Internet Infrastructure for Everyone
just_another_sean sends in a story at Wired about a group of engineers trying to build a new server operating system that will make it easier to deploy a multitude of technologies for people and companies that aren't tech giants.
"The project is based on Google’s ChromeOS, the new-age laptop operating system that automatically updates itself every few weeks, but unlike ChromeOS, it can run more than just your personal machine. It can run every web service you ever visit, no matter how big. And it will let the companies that run those services evolve their online operations much more quickly — and cheaply — than they can with traditional server software. 'We’ve borrowed a lot of concepts from the browser world,' Polvi explains, 'and applied them to servers.' You can think of CoreOS as a new substrate for the internet. Web giants such as Google and Amazon and big Wall Street financial outfits, including the NASDAQ stock exchange, have built similar server operating systems for their own use, but with CoreOS — an open source software project — Polvi’s startup is creating something anyone can use. 'We’re building Google’s infrastructure for everyone else,' he says. In doing so, Polvi and his team hope this OS can more rapidly fill the security holes that plague our computer servers, while speeding the evolution of the software applications that run atop them."
Can anyone decipher exactly what it is he's promising? Another layer in the OSI model that tries to reinvent the Java wheel and run everything natively?
Sounds like little VMs on a bare bones OS to me. Nothing new here and yet another rehash.
---- Booth was a patriot ----
If you want all devices to run everything you need IPV6. ISPs are lagging badly. Even though it is not the hardest thing in the world. France and Asia are switching. My ISP is running a pre-pilot for over 2 years, it runs fine. They are still not roling it out for the rest of the users (probably corp funding that is lacking).
There is no way around understanding what you are doing. If you want to have services without that expertise, rent them from a managed service provider. Chances are good they will not mess up as badly as you are certain to do.
Most ACs are not even worth the keystrokes to insult them. Be generically insulted by this and ignored otherwise.
If you're worried about getting old maybe you should look into the Cryonics Institute for a chance at immortality.
With CoreOS, the idea is to build an OS that you can instantly replace whenever you like, without breaking the software applications that run on it.
Google has long done this sort of thing on desktops and laptops. The search giant built its web browser, Chrome, so that it can automatically update the thing whenever it likes, and it eventually extended this arrangement to ChromeOS, which revolves around the Chrome browser. If you own a Chromebook, you get a new operating system every six weeks or so â" and all you have to do is reboot your machine.
[...]
Part of the trick is that Polviâ(TM)s team has pared a server operating system down to the bare minimum. The thing doesnâ(TM)t include all the bells and whistles youâ(TM)ll find in other server OSes, including most versions of Linux, and it cleanly separates the OS from the applications that run atop it.
With CoreOS, all applications sit inside âoecontainersâ â" little bubbles of software code that include everything an application needs to run. These containers then latch onto the main OS through the simplest of interfaces. That means you can easily move applications from OS to OS and from machine to machine â" much as you move shipping containers from boat to boat and train to train â" but it also means you can easily update the OS without disturbing the applications. âoeThe way weâ(TM)re able to consistently update the OS â" and be nimble â" is to make sure we have a consistent way of running applications,â Polvi says.
That's what's being promised. Sounds ambitious.
If it's for-profit but free, you're not the customer -- you're the product (e.g., the Slashdot Beta's "audience").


▸ ACTIVITY: The answer consists of one number: how many lines of the data below include the string "America".

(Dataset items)
————————

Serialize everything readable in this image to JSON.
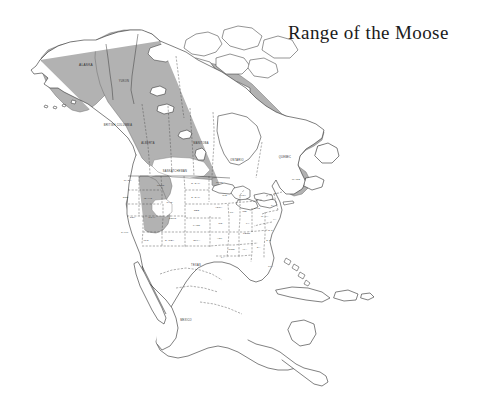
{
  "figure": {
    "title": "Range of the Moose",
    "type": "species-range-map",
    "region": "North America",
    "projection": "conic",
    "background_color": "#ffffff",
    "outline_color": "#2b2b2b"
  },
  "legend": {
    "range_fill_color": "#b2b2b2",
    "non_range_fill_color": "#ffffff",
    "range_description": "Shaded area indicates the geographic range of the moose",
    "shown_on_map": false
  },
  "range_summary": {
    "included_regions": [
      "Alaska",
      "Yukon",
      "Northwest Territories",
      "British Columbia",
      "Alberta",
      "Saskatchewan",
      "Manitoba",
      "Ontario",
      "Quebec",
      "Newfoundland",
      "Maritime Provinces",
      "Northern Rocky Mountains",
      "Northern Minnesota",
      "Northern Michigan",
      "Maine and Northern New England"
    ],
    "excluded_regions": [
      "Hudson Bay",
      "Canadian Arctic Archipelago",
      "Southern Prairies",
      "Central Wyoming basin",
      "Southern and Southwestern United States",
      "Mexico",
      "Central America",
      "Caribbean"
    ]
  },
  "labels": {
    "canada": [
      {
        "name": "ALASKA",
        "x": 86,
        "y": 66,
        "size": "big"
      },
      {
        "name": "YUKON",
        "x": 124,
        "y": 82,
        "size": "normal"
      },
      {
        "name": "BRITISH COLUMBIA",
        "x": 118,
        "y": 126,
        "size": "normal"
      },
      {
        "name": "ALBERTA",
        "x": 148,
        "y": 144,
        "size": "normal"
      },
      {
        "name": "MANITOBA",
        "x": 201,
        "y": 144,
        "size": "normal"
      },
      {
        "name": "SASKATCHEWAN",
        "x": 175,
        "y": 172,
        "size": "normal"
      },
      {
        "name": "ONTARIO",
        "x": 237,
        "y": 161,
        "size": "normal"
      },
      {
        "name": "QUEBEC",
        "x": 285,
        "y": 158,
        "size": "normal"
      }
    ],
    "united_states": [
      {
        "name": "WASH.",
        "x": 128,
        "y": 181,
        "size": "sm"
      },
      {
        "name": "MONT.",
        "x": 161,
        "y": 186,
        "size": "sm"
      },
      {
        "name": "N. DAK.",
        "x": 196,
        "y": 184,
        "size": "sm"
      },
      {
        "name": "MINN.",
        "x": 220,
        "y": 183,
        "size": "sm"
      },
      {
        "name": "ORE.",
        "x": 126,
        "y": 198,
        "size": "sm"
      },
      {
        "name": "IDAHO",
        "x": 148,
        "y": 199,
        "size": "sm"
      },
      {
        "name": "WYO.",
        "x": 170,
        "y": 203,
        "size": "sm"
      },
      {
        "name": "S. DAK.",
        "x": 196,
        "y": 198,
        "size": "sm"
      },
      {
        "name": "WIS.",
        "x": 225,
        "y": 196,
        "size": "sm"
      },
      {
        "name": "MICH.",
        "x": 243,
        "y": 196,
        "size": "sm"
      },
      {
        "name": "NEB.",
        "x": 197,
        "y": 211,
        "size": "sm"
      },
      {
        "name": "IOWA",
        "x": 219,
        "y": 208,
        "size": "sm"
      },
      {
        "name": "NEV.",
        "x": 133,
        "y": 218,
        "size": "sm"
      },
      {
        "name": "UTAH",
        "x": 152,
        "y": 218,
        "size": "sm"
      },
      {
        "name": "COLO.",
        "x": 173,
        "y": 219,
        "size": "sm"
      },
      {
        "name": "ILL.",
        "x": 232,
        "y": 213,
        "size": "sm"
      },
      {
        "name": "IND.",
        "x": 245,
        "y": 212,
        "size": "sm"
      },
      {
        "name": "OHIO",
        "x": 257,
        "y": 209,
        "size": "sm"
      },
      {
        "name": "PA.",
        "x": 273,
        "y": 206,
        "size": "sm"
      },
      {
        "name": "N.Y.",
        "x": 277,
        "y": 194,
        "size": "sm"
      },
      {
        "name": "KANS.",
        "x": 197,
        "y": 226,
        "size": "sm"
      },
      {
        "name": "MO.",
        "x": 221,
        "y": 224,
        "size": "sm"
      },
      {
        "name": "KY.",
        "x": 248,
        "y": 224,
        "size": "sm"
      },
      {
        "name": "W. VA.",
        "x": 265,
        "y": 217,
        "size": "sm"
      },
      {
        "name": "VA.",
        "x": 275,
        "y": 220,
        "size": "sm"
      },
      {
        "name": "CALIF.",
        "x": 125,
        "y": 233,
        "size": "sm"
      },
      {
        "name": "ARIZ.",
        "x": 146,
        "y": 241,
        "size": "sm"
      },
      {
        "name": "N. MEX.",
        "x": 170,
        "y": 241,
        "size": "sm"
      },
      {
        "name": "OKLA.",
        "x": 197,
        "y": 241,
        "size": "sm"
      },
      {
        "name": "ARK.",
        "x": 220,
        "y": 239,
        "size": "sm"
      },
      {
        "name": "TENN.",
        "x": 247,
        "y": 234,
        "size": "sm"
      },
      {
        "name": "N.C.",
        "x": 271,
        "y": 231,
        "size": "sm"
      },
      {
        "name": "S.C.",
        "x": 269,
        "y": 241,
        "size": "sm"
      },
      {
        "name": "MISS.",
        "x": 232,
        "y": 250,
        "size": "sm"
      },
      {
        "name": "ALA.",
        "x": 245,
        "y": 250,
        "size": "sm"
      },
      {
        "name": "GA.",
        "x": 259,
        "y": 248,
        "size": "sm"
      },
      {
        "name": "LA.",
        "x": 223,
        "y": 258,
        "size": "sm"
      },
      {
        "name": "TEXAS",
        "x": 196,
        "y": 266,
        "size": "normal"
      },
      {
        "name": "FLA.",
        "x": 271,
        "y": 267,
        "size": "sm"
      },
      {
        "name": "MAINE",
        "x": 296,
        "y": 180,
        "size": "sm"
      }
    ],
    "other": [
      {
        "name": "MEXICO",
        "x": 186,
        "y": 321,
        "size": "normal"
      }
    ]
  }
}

————————

▸ FINISHED EXERCISE: 2